Sunday, 11 June 2017

Atcombe Court, Woodchester




Atcombe has 12 acres of grounds around C17 house, with a later added Regency front, in Woodchester. 












 
There are amazing views over the Stroud valley with lakes, mature trees and paddocks. Terraced herbaceous borders, lawns, extensive shrubberies, cutting garden mostly annuals. The long peony border is a palette of colours, bees flit twix poppy and cornflower and there is a woodland walk through beechwood.

 









Monday, 5 June 2017

Murder, Mystery and Flowers



Great night was had by all at the murder mystery evening at Hilton Double Tree @ Cadbury House (just opposite the amazing Cadbury Garden Centre in Somerset)














The Gangsta n Mol themed murder mystery was played out, to a packed dining area, between courses by a really professional amdram group – Murder by Design -  with a well thought out plot - our table got it wrong! The policeman, who was also the writer/director was amazing.














 
The hotel also had a luxurious health spa that we could use gratis (even swam before breckie :)





Returned via Bristol Botanic Gardens, stopping off at a wonderful rustic farm for tea n cake.



The Botanic Garden is situated in Stoke Bishop, a few hundred meters from the edge of Durdham Down and a short walk from Bristol Zoo. In 1882 Bristol University College awarded their Lecturer of Botany, Adolf Leipner, a grant of £15 for the purpose of laying out a botanic garden. Leipner raised a further £89 and the garden was built on waste ground adjacent to the newly opened buildings of University College The resource provides the teaching of plant sciences within the University of Bristol and a resource for local schools.

The University of Bristol Botanic Garden was the first new University botanic garden to be created in the United Kingdom for nearly forty years and contains many exotic species set in inspirational displays against the backdrop of a striking Victorian house.












Tuesday, 30 May 2017

London Weekend





 
Diverse it was. Hot it was :)

Started with a trip to the British Library and back in time to the period of the Russian Revolution.

 




original version of Dr Zhivago















after checking in and resting up it was time to cash in the first of our gift vouchers and join the Sweeney Todd walking tour. The guide was incredibly knowledgable, really done her research. Stories of Sweeney and Mrs Lovett were the thread that ran through an evening stories that touched on Jack the Ripper, The Knights Templar/Hospitaller, Fleet Street printers and St Brides. We wandered back lanes that we hadn't been down before and in good company.


The Temple was an impressive area dating back to the 12th century that was built by the Knights Templar, at the time the richest monastic order in the world, but lost their wealth, position and ended up tortured and executed by the King of France.

They lost the Temple, due to this and how it was inherited by the Knights Hospitaller eventually ending up in the hands of the legal profession today. Temple Bar is the dividing line between the City of London and the City of Westminster where the heads of convicted criminals were displayed in the C18th but the Temple remains outside the jurisdiction of both the City of London and Westminster.
 

kinda sums up the area today 














Onward through alleyways to Fleet Street to the world of books and printing. Newspapers were printed here from 1487-1980s. Dr Johnson compiled the first English dictionary, Charles Dickens, Oliver Goldsmith, Tennyson, Mark Twain all visited or worked here. They often visited one of the oldest pubs surviving today, first built, just after the Great Fire of London -Ye Old Cheshire Cheese in an alley just off Fleet St, where we stopped off to join them in a pint and a lite bite.
 
 


























 
Whilst the story of Sweeney Todd is just that this lane leads to where the shop would have been and through the pavement grill, not easy to photograph, is a lower rear door leading to an underground passage where the remaining body parts were presumed to have been ditched :-0

 



 












 
 
A beautiful sunset highlighted St Pauls and St Brides (the bakers that used to be situated across from St Brides used its tower as a template for the first ever tiered wedding cake :) 

 










 

 
After a nights R&R it was on the train to Watford Junction and the connection to Warner Bros Studion for the Harry Potter Experience - the second of our gift vouchers (thanx Marion :)




What was unique about this exhibition it was not a theme park but a celebration of the art and artistry of everyone involved in film making - scene makers, model makers, animators, wardrobe, wigs, special effects, camera/sound and so much more. The time just flew by (you can spend as much of it as you like there ;)











our favourite - the Knight Bus
you can animate Dobbie and fly on a Nimbus















The white card and dimensional modelling was such perfection.

 




and costumes and props -
 


Too soon it was time to return home just in time to catch the Tall Ships festival in Gloucester Docks - and the traditional Bank Holiday Monday downpour!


Repeat the listing in full, preserving every character.

__________________________________________________

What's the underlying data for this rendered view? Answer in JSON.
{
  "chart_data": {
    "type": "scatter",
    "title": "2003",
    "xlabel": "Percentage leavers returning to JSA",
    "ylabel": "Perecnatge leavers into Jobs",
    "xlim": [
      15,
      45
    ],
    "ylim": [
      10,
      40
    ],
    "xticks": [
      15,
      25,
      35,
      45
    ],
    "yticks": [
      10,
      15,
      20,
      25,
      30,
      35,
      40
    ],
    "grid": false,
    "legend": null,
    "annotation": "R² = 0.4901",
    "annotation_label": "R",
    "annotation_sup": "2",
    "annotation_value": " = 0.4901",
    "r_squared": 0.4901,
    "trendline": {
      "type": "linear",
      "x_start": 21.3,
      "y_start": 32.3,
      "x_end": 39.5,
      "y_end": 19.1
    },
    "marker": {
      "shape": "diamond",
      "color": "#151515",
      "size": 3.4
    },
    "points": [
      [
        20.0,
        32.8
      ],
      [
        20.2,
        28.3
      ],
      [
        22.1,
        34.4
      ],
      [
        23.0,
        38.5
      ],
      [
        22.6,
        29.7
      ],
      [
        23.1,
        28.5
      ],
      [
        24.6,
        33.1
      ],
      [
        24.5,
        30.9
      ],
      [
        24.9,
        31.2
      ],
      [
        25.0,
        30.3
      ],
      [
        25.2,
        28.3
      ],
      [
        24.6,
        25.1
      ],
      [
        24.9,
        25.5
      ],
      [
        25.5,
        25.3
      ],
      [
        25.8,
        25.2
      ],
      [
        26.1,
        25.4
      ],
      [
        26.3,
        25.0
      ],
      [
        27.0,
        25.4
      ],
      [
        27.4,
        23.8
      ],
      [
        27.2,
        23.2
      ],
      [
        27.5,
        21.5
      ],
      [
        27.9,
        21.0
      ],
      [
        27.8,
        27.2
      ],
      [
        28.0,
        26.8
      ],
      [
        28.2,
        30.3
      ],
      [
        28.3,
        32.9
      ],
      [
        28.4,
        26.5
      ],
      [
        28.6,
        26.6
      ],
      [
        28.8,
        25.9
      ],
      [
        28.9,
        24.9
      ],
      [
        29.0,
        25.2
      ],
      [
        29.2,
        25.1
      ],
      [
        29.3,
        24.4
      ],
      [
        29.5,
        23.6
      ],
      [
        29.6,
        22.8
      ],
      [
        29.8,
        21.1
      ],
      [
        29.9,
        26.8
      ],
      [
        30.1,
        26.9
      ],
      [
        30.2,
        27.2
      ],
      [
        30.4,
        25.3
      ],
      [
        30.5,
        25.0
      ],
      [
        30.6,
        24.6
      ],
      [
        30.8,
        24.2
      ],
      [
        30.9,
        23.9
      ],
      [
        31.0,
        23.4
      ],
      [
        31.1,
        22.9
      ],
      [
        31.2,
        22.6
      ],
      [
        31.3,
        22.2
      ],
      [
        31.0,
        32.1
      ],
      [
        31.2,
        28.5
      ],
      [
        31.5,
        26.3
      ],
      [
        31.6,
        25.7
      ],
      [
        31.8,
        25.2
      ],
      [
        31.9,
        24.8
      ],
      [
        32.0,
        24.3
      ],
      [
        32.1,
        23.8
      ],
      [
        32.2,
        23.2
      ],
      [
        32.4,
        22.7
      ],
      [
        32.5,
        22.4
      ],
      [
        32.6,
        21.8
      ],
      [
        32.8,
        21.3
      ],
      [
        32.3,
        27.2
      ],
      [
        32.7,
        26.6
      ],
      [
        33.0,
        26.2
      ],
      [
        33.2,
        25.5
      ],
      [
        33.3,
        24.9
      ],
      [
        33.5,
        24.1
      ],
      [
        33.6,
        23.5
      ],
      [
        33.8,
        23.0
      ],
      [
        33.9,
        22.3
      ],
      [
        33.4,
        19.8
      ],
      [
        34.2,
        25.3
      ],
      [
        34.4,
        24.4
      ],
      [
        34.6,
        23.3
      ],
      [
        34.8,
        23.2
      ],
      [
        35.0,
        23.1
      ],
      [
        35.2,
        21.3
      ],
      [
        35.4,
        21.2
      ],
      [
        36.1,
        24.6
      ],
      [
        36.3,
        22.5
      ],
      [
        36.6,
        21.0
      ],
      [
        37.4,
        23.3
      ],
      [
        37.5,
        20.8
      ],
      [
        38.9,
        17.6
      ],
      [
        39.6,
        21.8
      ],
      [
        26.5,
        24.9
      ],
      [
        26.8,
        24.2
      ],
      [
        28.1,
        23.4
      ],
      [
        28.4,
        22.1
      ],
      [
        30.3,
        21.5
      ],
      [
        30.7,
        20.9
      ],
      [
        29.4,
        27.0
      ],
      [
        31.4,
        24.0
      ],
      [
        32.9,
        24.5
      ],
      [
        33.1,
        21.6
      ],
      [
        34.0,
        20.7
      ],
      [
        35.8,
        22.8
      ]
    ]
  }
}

__________________________________________________

◆ **EXPECTED ANSWER**:
What's the underlying data for this rendered view? Answer in JSON.
{
  "chart_data": {
    "type": "scatter",
    "title": "2003",
    "xlabel": "Percentage leavers returning to JSA",
    "ylabel": "Perecnatge leavers into Jobs",
    "xlim": [
      15,
      45
    ],
    "ylim": [
      10,
      40
    ],
    "xticks": [
      15,
      25,
      35,
      45
    ],
    "yticks": [
      10,
      15,
      20,
      25,
      30,
      35,
      40
    ],
    "grid": false,
    "legend": null,
    "annotation": "R² = 0.4901",
    "annotation_label": "R",
    "annotation_sup": "2",
    "annotation_value": " = 0.4901",
    "r_squared": 0.4901,
    "trendline": {
      "type": "linear",
      "x_start": 21.3,
      "y_start": 32.3,
      "x_end": 39.5,
      "y_end": 19.1
    },
    "marker": {
      "shape": "diamond",
      "color": "#151515",
      "size": 3.4
    },
    "points": [
      [
        20.0,
        32.8
      ],
      [
        20.2,
        28.3
      ],
      [
        22.1,
        34.4
      ],
      [
        23.0,
        38.5
      ],
      [
        22.6,
        29.7
      ],
      [
        23.1,
        28.5
      ],
      [
        24.6,
        33.1
      ],
      [
        24.5,
        30.9
      ],
      [
        24.9,
        31.2
      ],
      [
        25.0,
        30.3
      ],
      [
        25.2,
        28.3
      ],
      [
        24.6,
        25.1
      ],
      [
        24.9,
        25.5
      ],
      [
        25.5,
        25.3
      ],
      [
        25.8,
        25.2
      ],
      [
        26.1,
        25.4
      ],
      [
        26.3,
        25.0
      ],
      [
        27.0,
        25.4
      ],
      [
        27.4,
        23.8
      ],
      [
        27.2,
        23.2
      ],
      [
        27.5,
        21.5
      ],
      [
        27.9,
        21.0
      ],
      [
        27.8,
        27.2
      ],
      [
        28.0,
        26.8
      ],
      [
        28.2,
        30.3
      ],
      [
        28.3,
        32.9
      ],
      [
        28.4,
        26.5
      ],
      [
        28.6,
        26.6
      ],
      [
        28.8,
        25.9
      ],
      [
        28.9,
        24.9
      ],
      [
        29.0,
        25.2
      ],
      [
        29.2,
        25.1
      ],
      [
        29.3,
        24.4
      ],
      [
        29.5,
        23.6
      ],
      [
        29.6,
        22.8
      ],
      [
        29.8,
        21.1
      ],
      [
        29.9,
        26.8
      ],
      [
        30.1,
        26.9
      ],
      [
        30.2,
        27.2
      ],
      [
        30.4,
        25.3
      ],
      [
        30.5,
        25.0
      ],
      [
        30.6,
        24.6
      ],
      [
        30.8,
        24.2
      ],
      [
        30.9,
        23.9
      ],
      [
        31.0,
        23.4
      ],
      [
        31.1,
        22.9
      ],
      [
        31.2,
        22.6
      ],
      [
        31.3,
        22.2
      ],
      [
        31.0,
        32.1
      ],
      [
        31.2,
        28.5
      ],
      [
        31.5,
        26.3
      ],
      [
        31.6,
        25.7
      ],
      [
        31.8,
        25.2
      ],
      [
        31.9,
        24.8
      ],
      [
        32.0,
        24.3
      ],
      [
        32.1,
        23.8
      ],
      [
        32.2,
        23.2
      ],
      [
        32.4,
        22.7
      ],
      [
        32.5,
        22.4
      ],
      [
        32.6,
        21.8
      ],
      [
        32.8,
        21.3
      ],
      [
        32.3,
        27.2
      ],
      [
        32.7,
        26.6
      ],
      [
        33.0,
        26.2
      ],
      [
        33.2,
        25.5
      ],
      [
        33.3,
        24.9
      ],
      [
        33.5,
        24.1
      ],
      [
        33.6,
        23.5
      ],
      [
        33.8,
        23.0
      ],
      [
        33.9,
        22.3
      ],
      [
        33.4,
        19.8
      ],
      [
        34.2,
        25.3
      ],
      [
        34.4,
        24.4
      ],
      [
        34.6,
        23.3
      ],
      [
        34.8,
        23.2
      ],
      [
        35.0,
        23.1
      ],
      [
        35.2,
        21.3
      ],
      [
        35.4,
        21.2
      ],
      [
        36.1,
        24.6
      ],
      [
        36.3,
        22.5
      ],
      [
        36.6,
        21.0
      ],
      [
        37.4,
        23.3
      ],
      [
        37.5,
        20.8
      ],
      [
        38.9,
        17.6
      ],
      [
        39.6,
        21.8
      ],
      [
        26.5,
        24.9
      ],
      [
        26.8,
        24.2
      ],
      [
        28.1,
        23.4
      ],
      [
        28.4,
        22.1
      ],
      [
        30.3,
        21.5
      ],
      [
        30.7,
        20.9
      ],
      [
        29.4,
        27.0
      ],
      [
        31.4,
        24.0
      ],
      [
        32.9,
        24.5
      ],
      [
        33.1,
        21.6
      ],
      [
        34.0,
        20.7
      ],
      [
        35.8,
        22.8
      ]
    ]
  }
}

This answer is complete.